Ticketmaster’s Bot Battle
Meanwhile, regulators are zeroing in on StubHub’s dominant rival. The Federal Trade Commission is probing whether Ticketmaster, owned by Live Nation, has adequately enforced the Better Online Ticket Sales (BOTS) Act of 2016, which bans automated software from bypassing ticket limits. The probe, at an advanced stage, could result in either a settlement or a case filed within weeks.
Potential penalties are steep. Each BOTS Act violation carries fines of up to $53,000, meaning Ticketmaster could face liabilities in the billions if systemic violations are proven.
Ticketmaster has pushed back. The company said it blocks 200 million bot attempts per day, five times more than in 2019, and argued the FTC is taking an “excessively expansionist view” of the law. “We believe the FTC has a fundamental misunderstanding of Ticketmaster’s policies,” the company said in a statement.

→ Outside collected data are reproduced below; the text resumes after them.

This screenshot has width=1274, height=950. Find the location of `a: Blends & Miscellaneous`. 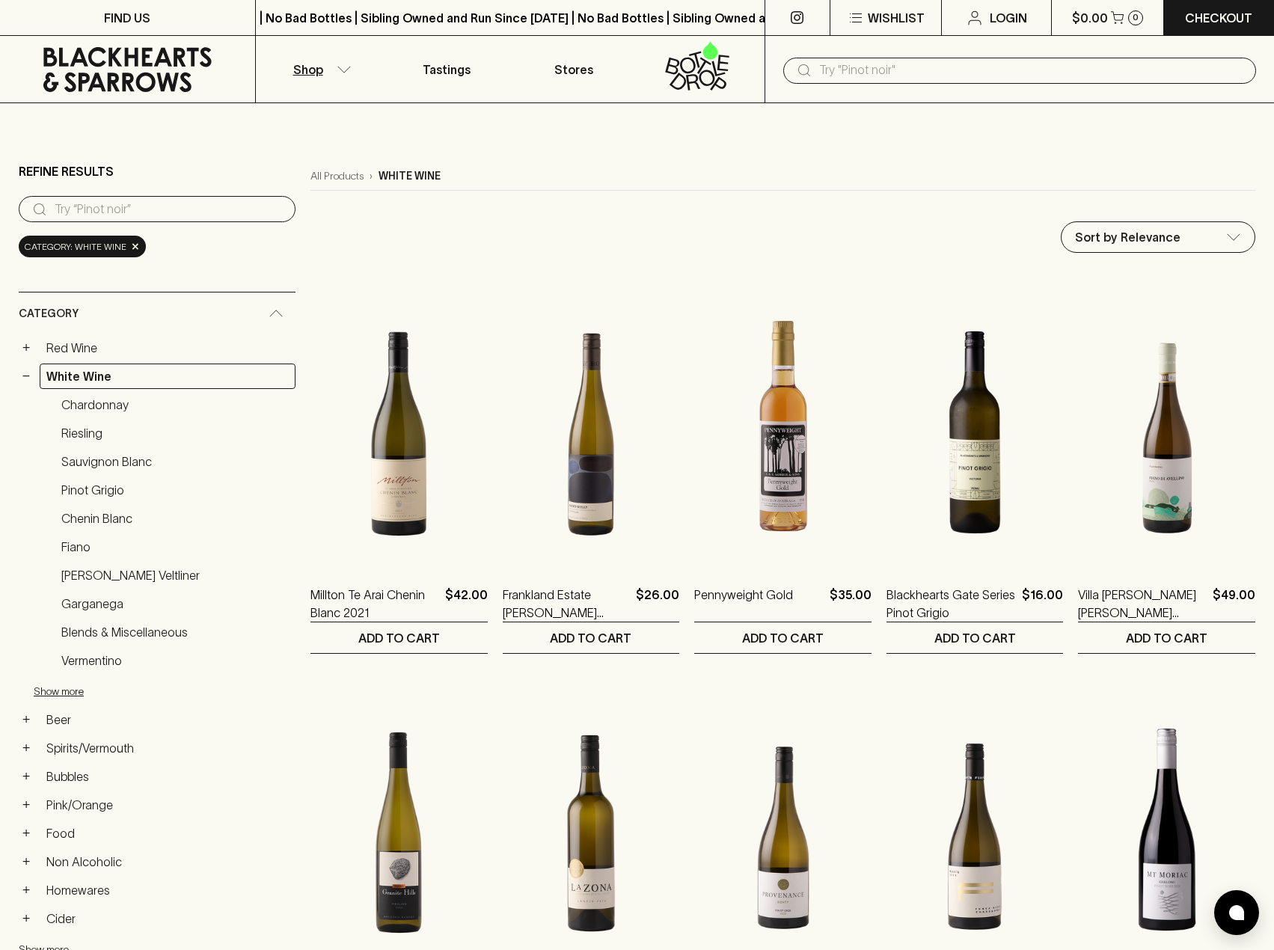

a: Blends & Miscellaneous is located at coordinates (175, 632).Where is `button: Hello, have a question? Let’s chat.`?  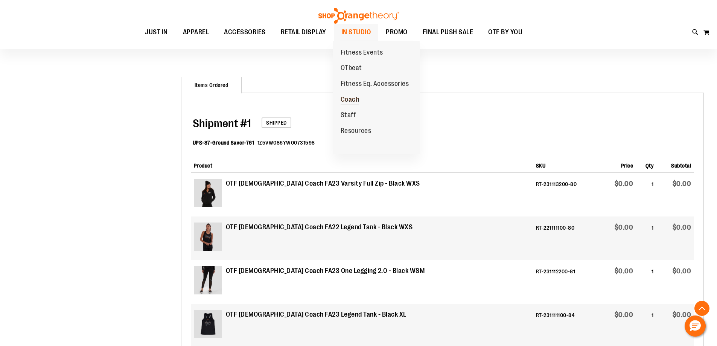 button: Hello, have a question? Let’s chat. is located at coordinates (695, 326).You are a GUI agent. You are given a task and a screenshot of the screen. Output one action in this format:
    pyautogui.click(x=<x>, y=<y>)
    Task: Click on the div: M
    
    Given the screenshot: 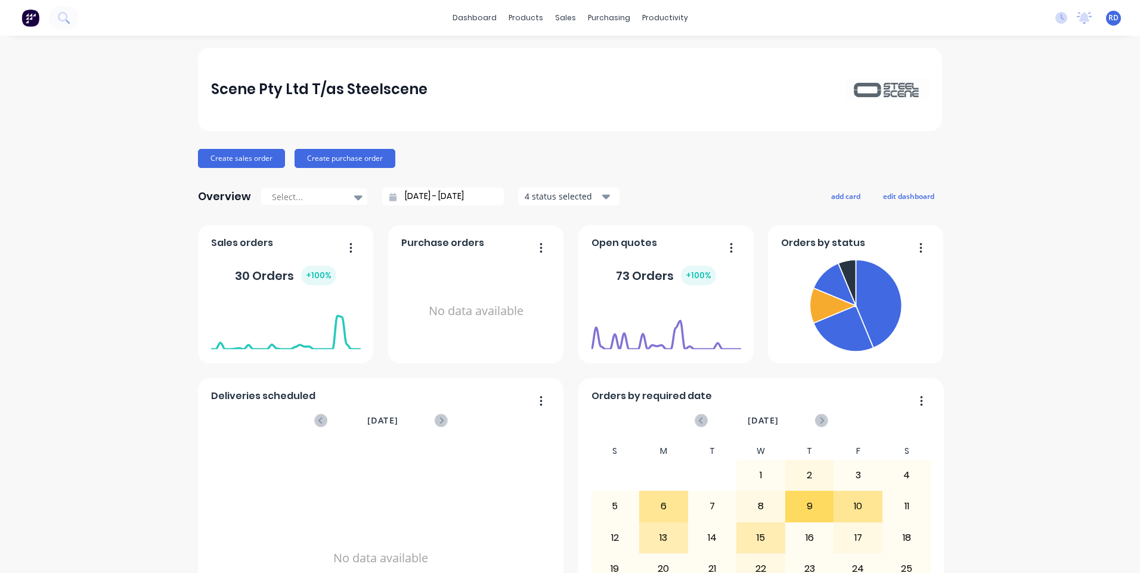 What is the action you would take?
    pyautogui.click(x=664, y=451)
    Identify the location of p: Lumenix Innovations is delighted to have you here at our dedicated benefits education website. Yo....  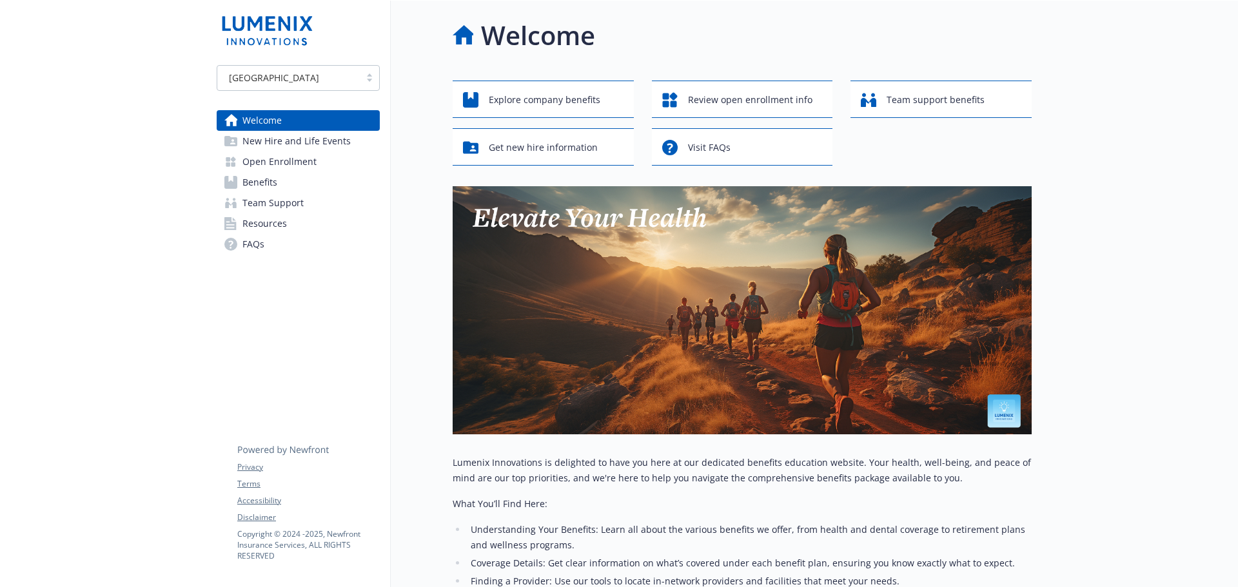
(742, 471). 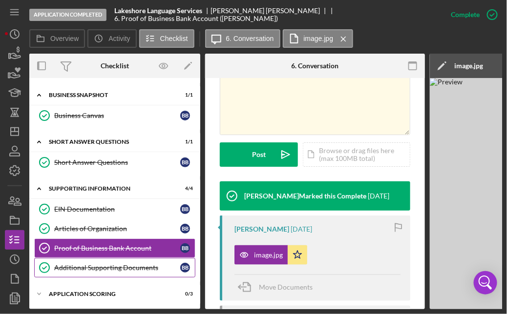 What do you see at coordinates (166, 39) in the screenshot?
I see `button: Checklist` at bounding box center [166, 39].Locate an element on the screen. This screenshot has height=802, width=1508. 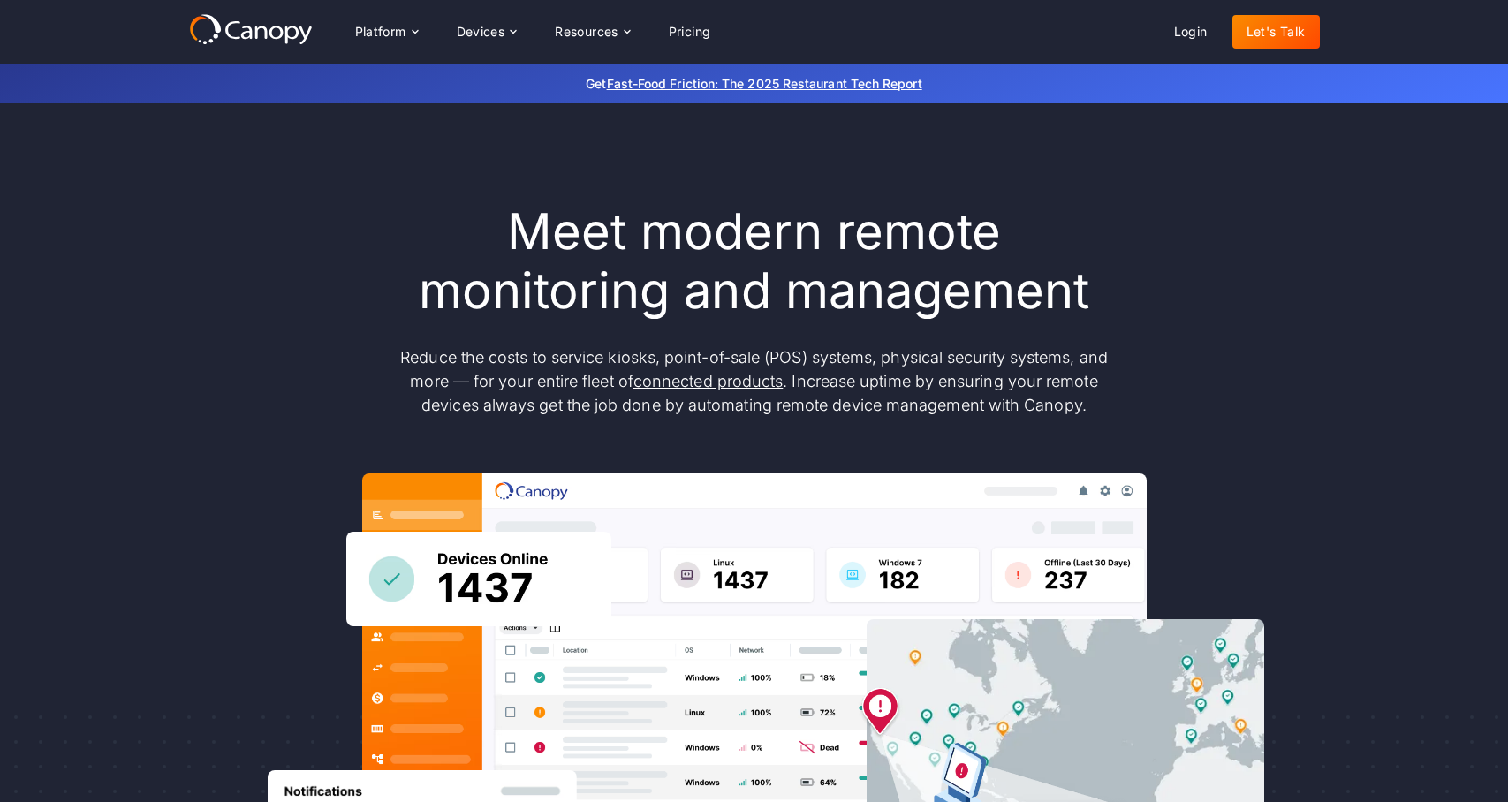
p: Reduce the costs to service kiosks, point-of-sale (POS) systems, physical security systems, and m... is located at coordinates (755, 381).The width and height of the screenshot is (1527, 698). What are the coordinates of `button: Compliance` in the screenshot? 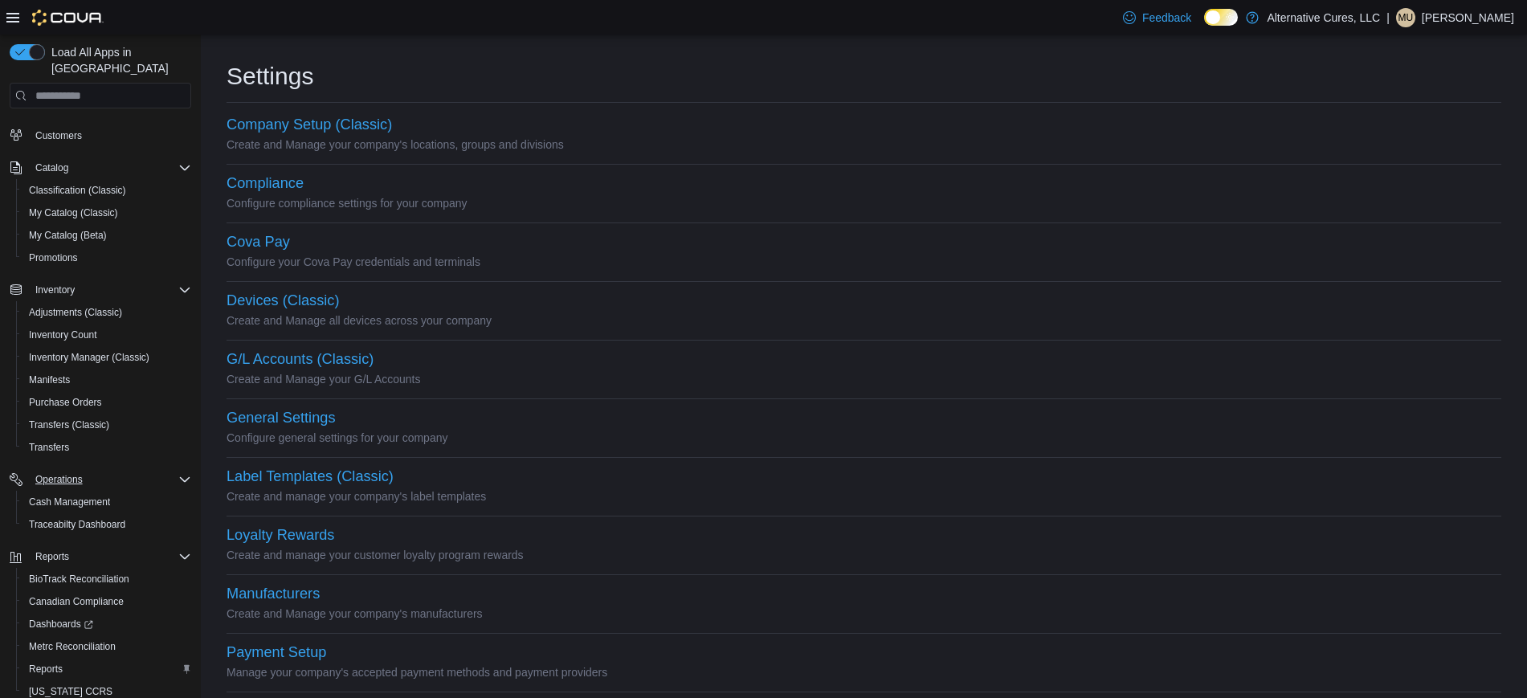 It's located at (265, 183).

The agency’s crackdown comes in the wake of consumer anger from the 2022 Taylor Swift Eras Tour fiasco, when millions of fans were unable to complete ticket purchases. The Justice Department has separately filed an antitrust suit seeking to break up Live Nation and Ticketmaster, with a trial scheduled for March 2026.
Industry at a Crossroads
The ticketing industry is at a crossroads. If StubHub scales direct sales while Ticketmaster is slowed by fines or remedies, power could shift in StubHub’s favor. But if regulation weighs on both, StubHub’s IPO will test not only its own financial model but the broader market’s confidence in ticketing as a growth story.
Longer term, consumer spending trends matter. PYMNTS Intelligence research finds that high-income households are reallocating discretionary dollars toward concerts, live entertainment and luxury travel at nearly twice the rate of retail goods. That shift points to a durable “experience-first” economy, giving platforms that can lock in premium ticket supply a structural tailwind.
Yet the same research shows a widening gap in demand, with premium events remaining resilient while middle-income households, many now living paycheck to paycheck, are pulling back. Consumers also say they value reliable digital access as much as price, suggesting that platforms able to deliver smoother bot-free purchasing are the most likely to build lasting loyalty.